Tuesday, April 16, 2013

Wednesday, March 27, 2013

Moving On...

I have been meaning to write this post for a while but every time I thought about it I just couldn't do it. It sends me to tears which is very annoying for me. (I know, it's healthy and normal.) I'm just so sick of crying.


It's three weeks today since we said goodbye to our boy. I don't know how I expected to feel. It feels like a death even though he is quite alive. We have known since the court date on Valentine's Day that he was going to leave us. It seemed surreal, though, until his aunt and uncle came to get him.


We honestly could not have asked for better people to take him. If anyone had to I am glad it is them. The transition was as smooth as possible. They spent five days with us, one night at our house, while the baby got used to them and being taken care of by them. He was clearly confused when we left him for the last time at the hotel. He was a trooper, not crying or getting visibly upset, though he was clinging to both of us. They said he was the perfect baby on the flights home and charmed everyone. I would expect nothing less of him and those of you who know him I'm sure are not surprised.


We have Skyped with them twice since he left which is extremely difficult, but also good and helpful. He still remembers us and gets excited when he sees us. He seems to be settling in and is especially interested in following his new big brother (actually cousin) around. We have to cut it short when he gets upset because he can't climb through the screen to get to us. We are still trying to decide if going out to visit him is a good idea. We want him to know that we love him but are afraid that he will think we have come to get him and we will have to go through that horrible separation all over again.

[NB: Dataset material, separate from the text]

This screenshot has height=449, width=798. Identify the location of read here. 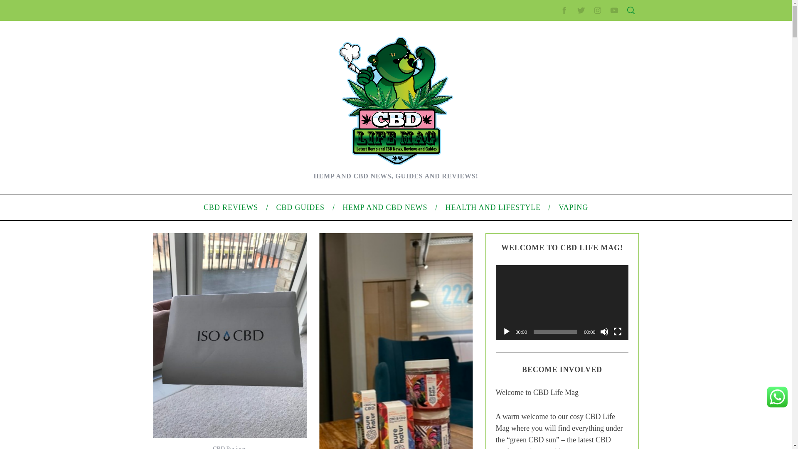
(260, 271).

These are some of our favorite pictures of him that don't show his face. Since he is still in foster care we have to continue to be careful about the identity protection policies.

We aren't sure what the future holds for us with regard to other children. It seems certain that we will not do foster to adopt again because of everything that happened surrounding us getting him, thinking we would keep him, but ultimately leaving. For now we are moving through each day one at a time and looking ahead to better times.

Sunday, August 5, 2012

Trip to the Olympics

We spent last week at the Olympics with my best friend from high school and his wife and one-year-old son. We had a great time, although most people immediately think we were in England when in fact we were visiting the Olympic Mountains and Olympic National Park in far western Washington. We were watching the Olympic Games on television like everyone else.

We stayed in a vacation rental home on Lake Quinault, inside the national park, at the end of a dirt road about fifty yards from the lake, complete with a wraparound deck, grill, and hot tub. The house was mostly childproofed and allowed pets, which was more important for our friends than for us, since we boarded our dogs and our baby is still blessedly immobile, but it was a wonderful and relaxing place to stay.

Olympic National Park is most famous for its temperate rain forests, with a few locations receiving over 200 inches of rain a year. For as much rain as Seattle notoriously gets, it's actually in the rain shadow of the Olympic Mountains. We spent one day visiting the Hoh Rain Forest, which has a "Hall of Mosses" trail including some thousand-year-old trees. Something like five species of tree have their largest known example in this national park (including Douglas fir, Sitka spruce, and red cedar). The visitor center has a few tree-trunk cross-sections showing off their quarter-inch annual growth rings, meaning that some trees gain half an inch in girth every year -- a lot, if you think about it.


The park also includes large sections of Pacific beach. We took the baby down for his first experiences with sand and with the ocean, and he absolutely loved it. He wanted down into the sand and loved the feeling so much he immediately started eating it. Then I stood him at the edge of the surf and he squealed and jumped as the waves washed over his feet. He wanted down into the water, too, but I thought better of letting him get salt water splashed in his face. He could have stayed there a long time, but we weren't really dressed for the beach and it was getting toward time for his dinner. (He was also willing to sit on a log at the edge of Lake Quinault for 15 minutes at a time, just watching the water. I think trees and waves are much healthier entertainment for babies than mobiles with flashing lights and annoying songs.)


There aren't any roads through the park, so on our last day, we drove home the long way, five hours around the park. The road is US Hwy 101, the other end of which is in Hollywood, near where we used to live in Pasadena. This northern end of the highway is about as non-Hollywood as you can get, but it also passes through the town of Forks, Wash., the setting for the Twilight books. We didn't stop, but we did see (and ridicule) cars full of middle-aged women doing Twilight Tours. We drove up a steep road to Hurricane Ridge, at about 5000 ft. elevation. From the alpine meadow on top of the ridge, one can see Mt. Olympus (the American version), the park's highest point at nearly 8000 ft.


On this day, Hurricane Ridge also had views north across the Strait of Juan de Fuca into Victoria, BC, and the Cascade Mountains on the British Columbia coast behind it. To the east was Puget Sound and then Mt. Baker, a conical volcano in the Washington section of the Cascades. We couldn't have asked for more beautiful weather for this trip. The finale for the day was the ferry ride from the Olympic Peninsula back to Seattle, returning us to our home in this amazing city.